The market is full of overpriced 3D printers that are a pain in the chucks to learn and use (maybe just like conventional printers at this point, lol) with filaments that are super expensive and hard to make at home (at least for my country's currency, the dollar is 5x the value of my country's currency).
What I could find:
- There is the "Oasis 3DP", a inkjet that wets powder to print coloured 3d objects, but the objects are quite brittle and fragile (there are people that suggested to replace the powder with cement tho).
- And I found this DIY that converts a creality 3D into a conventional printer, but I don't think the results are that precise.

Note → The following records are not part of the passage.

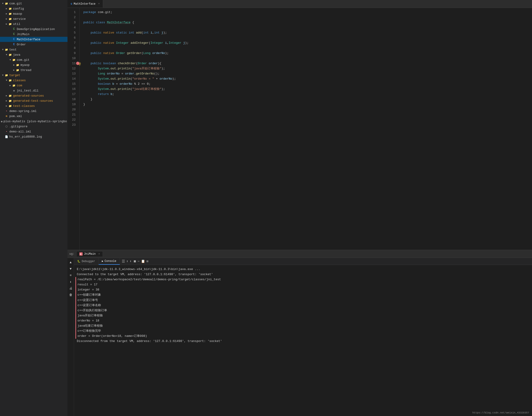 The height and width of the screenshot is (416, 532). What do you see at coordinates (123, 261) in the screenshot?
I see `console-toolbar-menu: ☰` at bounding box center [123, 261].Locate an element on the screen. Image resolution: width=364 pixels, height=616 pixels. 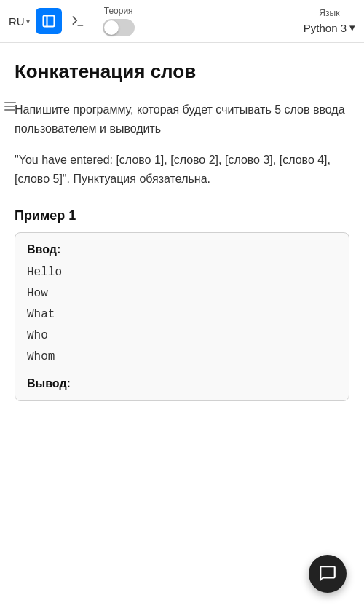
terminal-button is located at coordinates (78, 21).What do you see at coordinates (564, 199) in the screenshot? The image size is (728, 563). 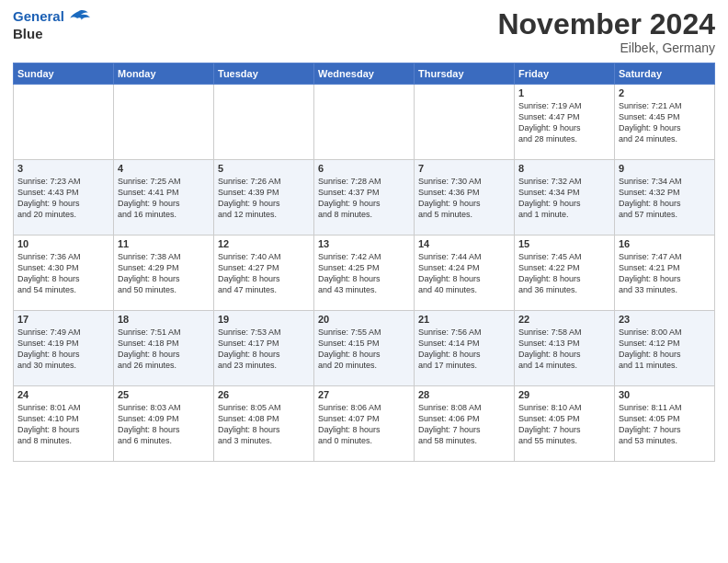 I see `day-info: Sunrise: 7:32 AM Sunset: 4:34 PM Dayligh…` at bounding box center [564, 199]. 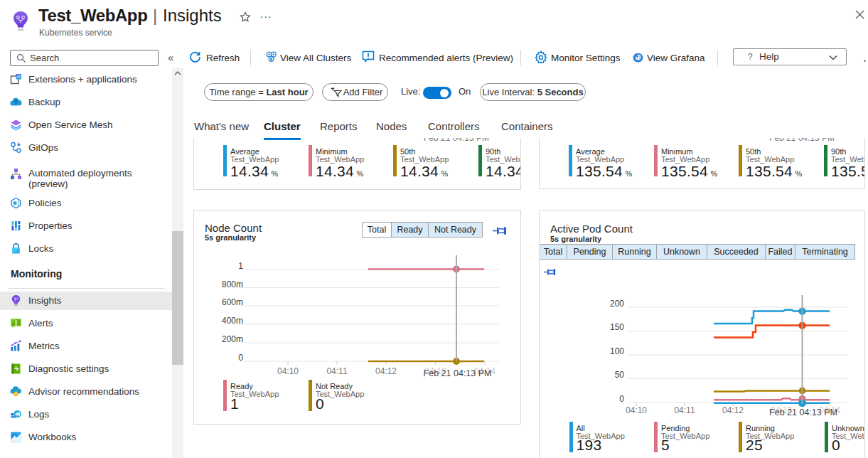 I want to click on svg-text: 100, so click(x=617, y=351).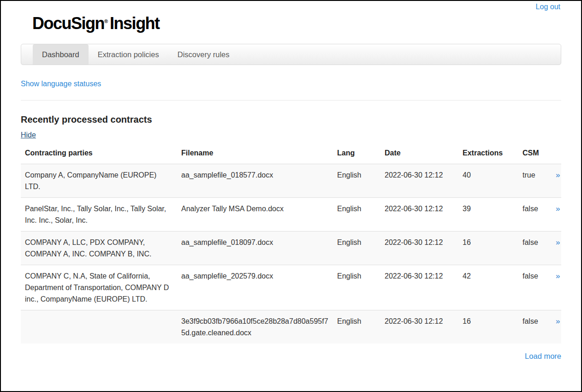  What do you see at coordinates (291, 181) in the screenshot?
I see `table-row: Company A, CompanyName (EUROPE) LTD. aa_…` at bounding box center [291, 181].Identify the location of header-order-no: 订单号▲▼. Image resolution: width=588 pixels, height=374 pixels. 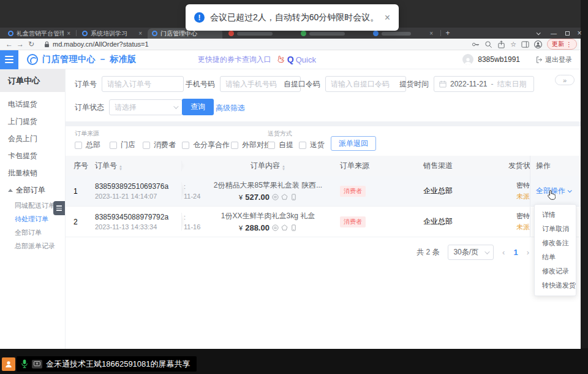
(137, 166).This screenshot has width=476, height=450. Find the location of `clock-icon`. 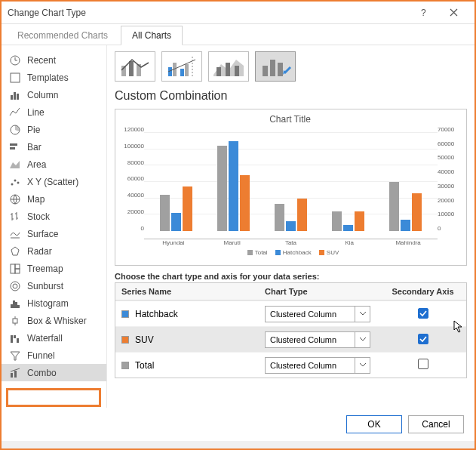

clock-icon is located at coordinates (15, 60).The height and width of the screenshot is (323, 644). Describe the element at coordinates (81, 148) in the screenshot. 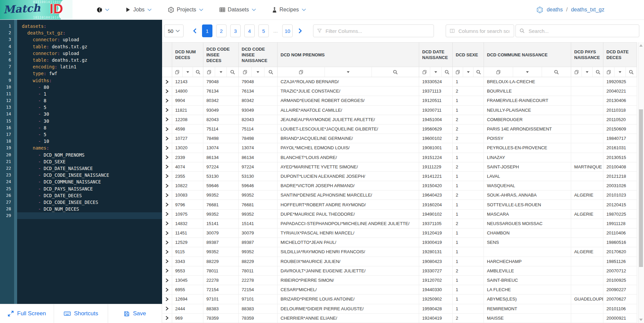

I see `editor-line: 19 names:` at that location. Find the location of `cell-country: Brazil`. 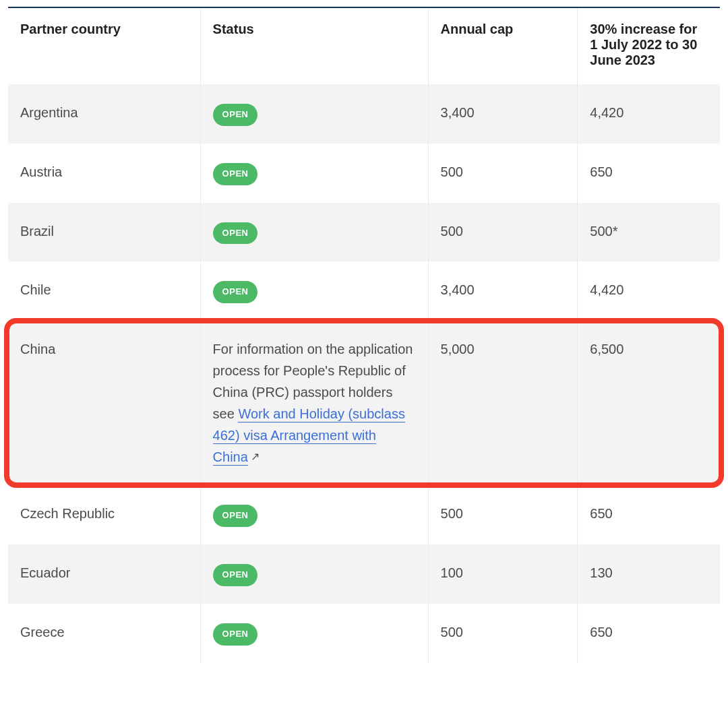

cell-country: Brazil is located at coordinates (104, 232).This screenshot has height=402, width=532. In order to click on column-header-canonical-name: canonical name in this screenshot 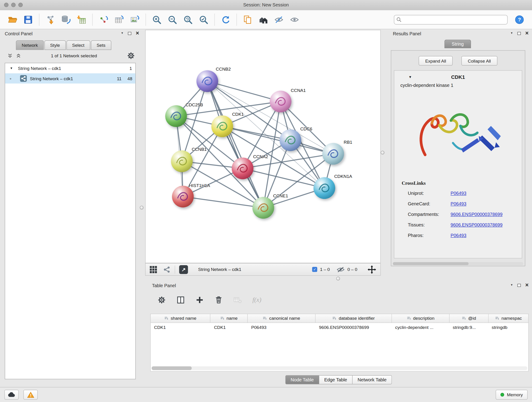, I will do `click(282, 318)`.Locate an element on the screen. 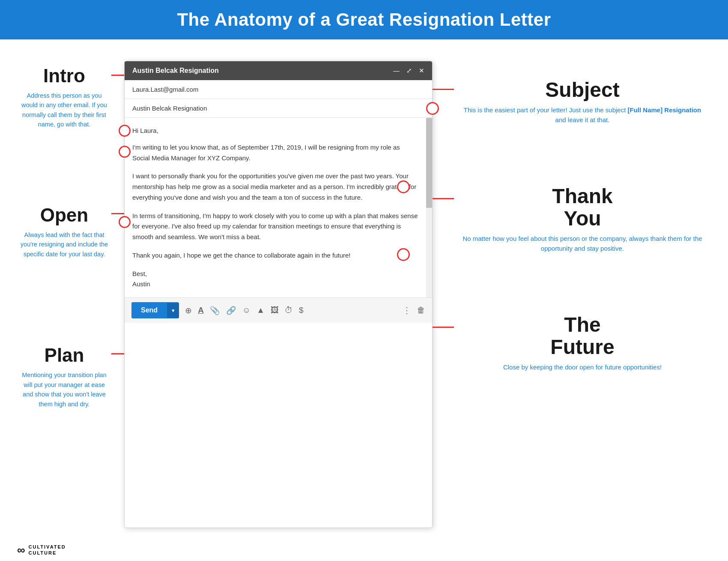 The height and width of the screenshot is (561, 728). formatting-icon: ⊕ is located at coordinates (188, 310).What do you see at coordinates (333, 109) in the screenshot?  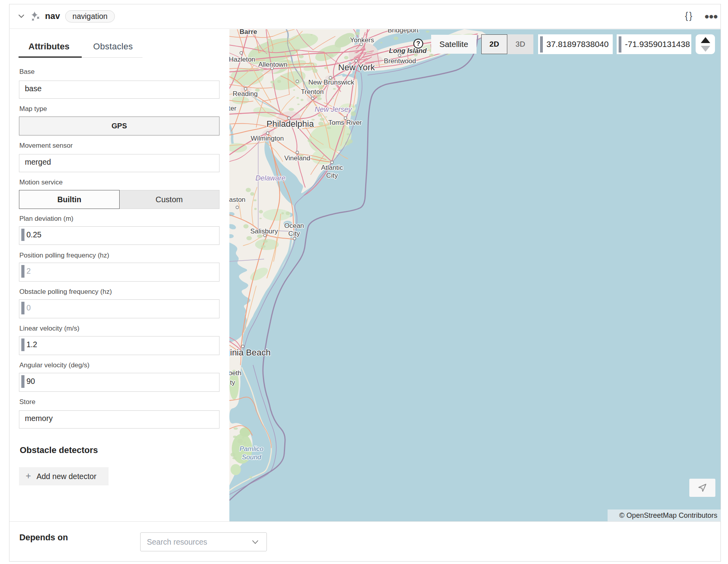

Not to insult the creator (the project is awesome), but the actuators used are piezoelectric actuators, not inkjet nozzles.
- Some time ago I found a 3D printer company that made a method to use UV resin to print lenses, it is just a super precise inkjet printer that shines an UV light to harden the droplets.
Obviously, You can't just buy one of these, but this informational video is quite useful. - There are a ton of papers on the subject of resin printers, but I find this articlequite interesting, because it shows a method of changing the mechanical properties of the print by changing the amount of Silicon and Epoxy Resin.
- And this video about how Inkjet printers work can be insightful.
What I thought on so far:
First I thought on, just like the company, on using UV hardening resin for the printer. It simply spits the droplets and then the Printer hits it with a small UV light.
But in that case, I would need a UV activated Resin, and UV activated resins are expensive (at least on my country) and only sold to be used in laser resin 3D printers.
So the point of being cheap would be thrown out of the window.
Then I came to believe the best choice is to replace the variety of colours of a conventional Inkjet printer with resins. Like a "colour 1 - magenta" for the resin and the hardening element as a "colour 2 - cyan", so they are added simutanesly.
Of course, this allows for more options of materials and even colours to be added if you simply increase the number of printing nozzles. Materials like Epoxy, Silicon, Sodium Silicate, oil (to lubricate mechanical pieces) and even edible stuff (pasta? Chocolate?).
If you can, you should try to get Epson printers, rather than Canon or HP, since they use an actual piezo pump print head, as opposed to the bubble jet system of HP et al. I like your idea of printing the two parts of an epoxy with separate "colors", instead of using expensive UV resins.